Sources: Bank for International Settlements and the sources listed in appendix A.1.
Notes: The China data cover 2003-2006.

Are More Spillovers Under Way?

As noted earlier, spillovers do not typically occur at the same rapid pace associated with adverse surprises and sudden stops in the financial market. Therefore, they tend not to spark immediate adverse balance sheet effects. Their more gradual evolution does not make their cumulative effects less serious, however.

The comparatively open, historically fast-growing economies of Asia, after initially surviving relatively well, were eventually very hard hit by the recessions of the late 2000s in the advanced economies. Not only are Asian economies more export driven than those of other regions, but also their exports have a large manufactured goods component, which makes the world demand for their products highly income elastic relative to demand for primary commodities.

Although not quite as export oriented as Asia, the economies of Eastern Europe have been severely affected by recessions in their richer trading partners in the West. A similar observation can be made of Mexico and Central America, countries that are both highly integrated with and also significantly dependent on workers’ remittances from the United States. The more commodity-based economies of Africa and Latin America (as well as the oil-producing nations) felt the effects of the global weakness in demand through its effect on the commodity markets, where prices fell sharply starting in the fall of 2008.

A critical element determining the extent of the damage to emerging markets through these spillover effects is the speed at which the countries of the “north” recover.
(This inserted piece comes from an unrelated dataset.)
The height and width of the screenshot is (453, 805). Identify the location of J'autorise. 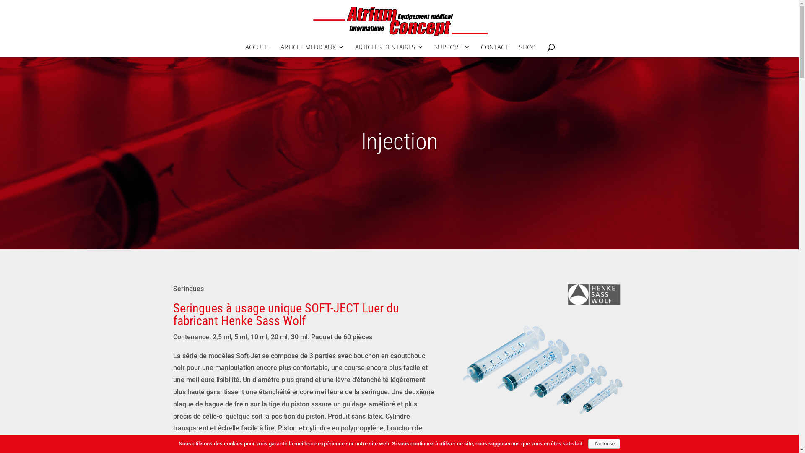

As cushions in foreign exchange reserves (built in the bonanza years before 2007) erode and fiscal finances deteriorate, financial strains on debt servicing (public and private) will mount. As we have noted, severe financial crises are protracted affairs. Given the tendency for sovereign defaults to increase in the wake of both global financial crises and sharp declines in global commodity prices, the fallout from the Second Great Contraction may well be an elevated number of defaults, reschedulings, and/or massive IMF bailouts.